Globalizing the intifada has now trickled down to (checks notes) … high-school girls’ basketball in Westchester.
Let’s go to the lowlight reel.
A Jan. 4 match-up between Roosevelt High School in Yonkers and Leffell, a private Jewish school in Hartsdale, was called off during the third quarter after Roosevelt players repeatedly hurled antisemitic comments at their opponents.
“I support Hamas, you f–king Jew,” one player from Roosevelt allegedly said.
In an op-ed for her student paper, Leffell hooper Robin Bosworth wrote that the game was filed with hostility and with “substantially more jabs and comments thrown at the players on our team than what have experienced in the past.”
Bosworth added that her Leffell team was getting unnecessarily banged up by Roosevelt, whose players shouted “free Palestine.” After the coaches and refs deliberated, Leffell decided to end the game. To ensure their safety, the team was escorted out by security.
It’s tough to imagine taking the court and your opponent hacking you in the name of terrorism.
But that’s where we’ve found ourselves since the dam broke on October 7 — normalizing antisemitism and allowing it to permeate nearly every facet of our lives, right down to school athletics.
It would be naive to say racial or class differences never played out in high-school sports, be it student-section chants or on-court trash talk. When I was growing up in the ’80s and ’90s, sticks-and-stones mentality ruled and students sections weren’t afraid to go for the jugular over some point of local contention.
It was mutual, juvenile warfare, though no one harped on the mean cheers. They only cared who got the win.
But that all feels like tame behavior compared to a group of teen girls brazenly, and very comfortably, employing naked hatred of Jewish people as a core game strategy — turning a New York gym into a proxy war for a conflict being fought more than 5,600 miles away.
The sheer lunacy.
It’s particularly flagrant behavior given that, over the last 15 years or so, we’ve moved to a kindler, gentler place in sports. We’re contantly reminded that the field and the court are the great equalizers. Sportsmanship from coaches, players and parents are paramount; a zero-tolerance approach to hate permeates every league at every level.
In some cases youth officials have been sent for antiracism training. In pro sports, endzones and baselines are painted with useless platitudes and slogans, like “Stop hate” or “End racism.”
But what happens when kids have been fed by Tiktok and in many cases, their own schools, a steady, illiberal diet of antisemitism — a notion that Hamas terrorists are heroes of the resistance and all Jewish people, by extension, are the enemy in this poisonous intersectional paradigm.
We saw it at Queen’s Hillcrest High School, where hundreds of students were allowed to rampage because a teacher expressed support for Israel.
“I have played a sport every athletic season throughout my high school career, and I have never experienced this kind of hatred directed at one of my teams before,” wrote Lefell player Bosworth.
In addition to the kumbayah undercurrent in athletics, most of these kids have also grown up with pro sports spoiled by political and activist overreach by athletes and the media. For a time — and I’d argue that this trend is slowly receding — obsessive stories about who was standing and who was kneeling for the National Anthem drowned out actual game coverage, and we knew more about players’ social justice initiatives than their stats.
Sports were no longer about escapism but about being confronted with the feelings and political leanings of people in the industry, from athletes to coaches and writers.
(Of course you have to support the correct activism to be in favor — just ask Enes Kanter Freedom, who says he was blackballed by the NBA after criticizing China).
No wonder a high school kid today might think it’s appropriate to bring their political grievances — no matter how poisonous — to the court and expect praise for their “righteous” actions.
Thankfully, the red-faced Yonkers school district didn’t think so. Once it was clear that the Roosevelt team was truly out of bounds, they apologized, booted a player from the team and fired a coach.
Instead of applause, it was swift justice.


# WHAT TO PRODUCE
Within the listing below, show every line that contains the word "category".

# GIVEN INFORMATION
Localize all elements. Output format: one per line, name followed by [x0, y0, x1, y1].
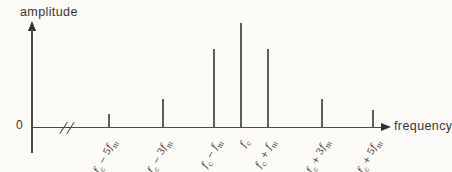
- x-axis-line: [32, 127, 383, 129]
- tick-label-6: fc + 5fm: [355, 137, 382, 172]
- origin-zero-label: 0: [16, 118, 23, 132]
- spectral-line-5: [321, 99, 323, 127]
- tick-label-0: fc − 5fm: [91, 137, 118, 172]
- tick-label-5: fc + 3fm: [304, 137, 331, 172]
- tick-label-3: fc: [237, 137, 250, 149]
- spectral-line-1: [162, 99, 164, 127]
- spectral-line-3: [240, 23, 242, 127]
- spectral-line-0: [108, 114, 110, 127]
- spectrum-figure: amplitude 0 frequency fc − 5fmfc − 3fmfc…: [0, 0, 452, 172]
- tick-label-1: fc − 3fm: [145, 137, 172, 172]
- spectral-line-2: [213, 49, 215, 127]
- spectral-line-6: [372, 110, 374, 127]
- y-axis-line: [31, 29, 33, 153]
- y-axis-label: amplitude: [20, 5, 78, 19]
- tick-label-2: fc − fm: [199, 137, 223, 169]
- x-axis-label: frequency: [394, 119, 452, 133]
- x-axis-arrow-icon: [381, 123, 391, 131]
- tick-label-4: fc + fm: [253, 137, 277, 169]
- spectral-line-4: [267, 49, 269, 127]
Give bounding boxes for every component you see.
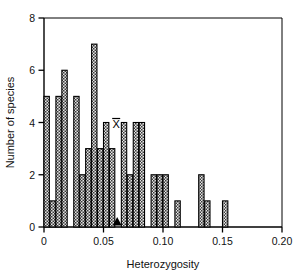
histogram-bar	[163, 175, 168, 227]
histogram-bar	[44, 96, 49, 227]
histogram-bar	[151, 175, 156, 227]
y-tick-label-2: 2	[29, 169, 35, 181]
x-tick-label-015: 0.15	[212, 235, 233, 247]
histogram-bar	[62, 70, 67, 227]
histogram-bar	[104, 123, 109, 228]
histogram-bar	[139, 123, 144, 228]
histogram-bar	[92, 44, 97, 227]
x-axis-title: Heterozygosity	[127, 258, 200, 270]
y-tick-label-4: 4	[29, 117, 35, 129]
histogram-bar	[133, 123, 138, 228]
x-tick-label-0: 0	[41, 235, 47, 247]
histogram-bar	[223, 201, 228, 227]
y-axis-tick-labels: 0 2 4 6 8	[29, 12, 35, 233]
histogram-figure: 0 2 4 6 8 0 0.05 0.10 0.15 0.20	[0, 0, 294, 279]
histogram-bar	[175, 201, 180, 227]
histogram-bar	[86, 149, 91, 227]
histogram-bar	[50, 201, 55, 227]
x-axis-tick-labels: 0 0.05 0.10 0.15 0.20	[41, 235, 292, 247]
histogram-bar	[56, 96, 61, 227]
y-axis-ticks	[39, 18, 45, 227]
y-tick-label-6: 6	[29, 64, 35, 76]
x-tick-label-010: 0.10	[153, 235, 174, 247]
histogram-bar	[121, 123, 126, 228]
histogram-bar	[157, 175, 162, 227]
x-tick-label-005: 0.05	[93, 235, 114, 247]
y-axis-title: Number of species	[4, 76, 16, 168]
mean-symbol-label: X	[113, 118, 121, 130]
histogram-bar	[127, 175, 132, 227]
y-tick-label-0: 0	[29, 221, 35, 233]
y-tick-label-8: 8	[29, 12, 35, 24]
histogram-bar	[74, 96, 79, 227]
histogram-bars	[44, 44, 228, 227]
x-tick-label-020: 0.20	[272, 235, 293, 247]
histogram-bar	[205, 201, 210, 227]
histogram-bar	[98, 149, 103, 227]
histogram-bar	[80, 175, 85, 227]
histogram-bar	[109, 149, 114, 227]
x-axis-ticks	[44, 227, 282, 233]
histogram-bar	[199, 175, 204, 227]
chart-canvas: 0 2 4 6 8 0 0.05 0.10 0.15 0.20	[0, 0, 294, 279]
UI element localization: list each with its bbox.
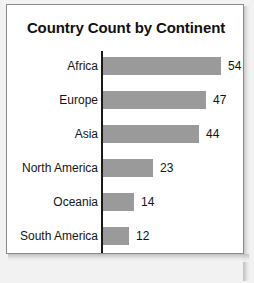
bar-track: 12 xyxy=(103,227,149,245)
category-label: North America xyxy=(22,161,98,175)
bar[interactable] xyxy=(103,57,221,75)
bar-row: South America12 xyxy=(7,219,244,253)
bar-value-label: 12 xyxy=(136,229,149,243)
chart-title: Country Count by Continent xyxy=(7,19,244,36)
bar-row: Europe47 xyxy=(7,83,244,117)
bar[interactable] xyxy=(103,159,153,177)
bar-value-label: 44 xyxy=(206,127,219,141)
bar-row: Africa54 xyxy=(7,49,244,83)
bar-rows: Africa54Europe47Asia44North America23Oce… xyxy=(7,49,244,253)
category-label: Africa xyxy=(67,59,98,73)
category-label: South America xyxy=(20,229,98,243)
plot-area: Africa54Europe47Asia44North America23Oce… xyxy=(7,49,244,254)
bar-track: 14 xyxy=(103,193,154,211)
bar-row: Asia44 xyxy=(7,117,244,151)
bar-track: 47 xyxy=(103,91,226,109)
bar-value-label: 47 xyxy=(213,93,226,107)
chart-frame: Country Count by Continent Africa54Europ… xyxy=(6,4,244,254)
bar-track: 23 xyxy=(103,159,173,177)
frame-shadow-right xyxy=(243,6,251,281)
bar-row: Oceania14 xyxy=(7,185,244,219)
category-label: Europe xyxy=(59,93,98,107)
frame-shadow-bottom xyxy=(8,254,249,262)
bar-value-label: 23 xyxy=(160,161,173,175)
bar-track: 54 xyxy=(103,57,241,75)
category-label: Oceania xyxy=(53,195,98,209)
bar-value-label: 54 xyxy=(228,59,241,73)
chart-screenshot: Country Count by Continent Africa54Europ… xyxy=(0,0,254,283)
category-label: Asia xyxy=(75,127,98,141)
bar[interactable] xyxy=(103,125,199,143)
bar[interactable] xyxy=(103,193,134,211)
bar[interactable] xyxy=(103,227,129,245)
bar-value-label: 14 xyxy=(141,195,154,209)
bar-track: 44 xyxy=(103,125,219,143)
bar[interactable] xyxy=(103,91,206,109)
bar-row: North America23 xyxy=(7,151,244,185)
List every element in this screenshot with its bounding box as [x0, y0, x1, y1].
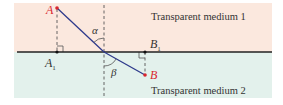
- point-b1: [143, 50, 146, 53]
- label-alpha: α: [92, 24, 98, 36]
- label-a: A: [45, 3, 54, 17]
- point-a: [55, 6, 59, 10]
- medium-2-label: Transparent medium 2: [151, 85, 246, 96]
- point-b: [143, 73, 147, 77]
- point-a1: [55, 50, 58, 53]
- label-b1-subscript: 1: [157, 45, 161, 53]
- label-b: B: [150, 68, 158, 82]
- refraction-diagram: A B A1 B1 α β Transparent medium 1 Trans…: [0, 0, 283, 105]
- medium-1-label: Transparent medium 1: [151, 11, 246, 22]
- label-a1-subscript: 1: [52, 64, 56, 72]
- label-beta: β: [110, 66, 117, 78]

# SOLUTION TO THIS EXERCISE
category-label: North America xyxy=(22,161,98,175)
category-label: Africa xyxy=(67,59,98,73)
category-label: South America xyxy=(20,229,98,243)
category-label: Europe xyxy=(59,93,98,107)
category-label: Oceania xyxy=(53,195,98,209)
category-label: Asia xyxy=(75,127,98,141)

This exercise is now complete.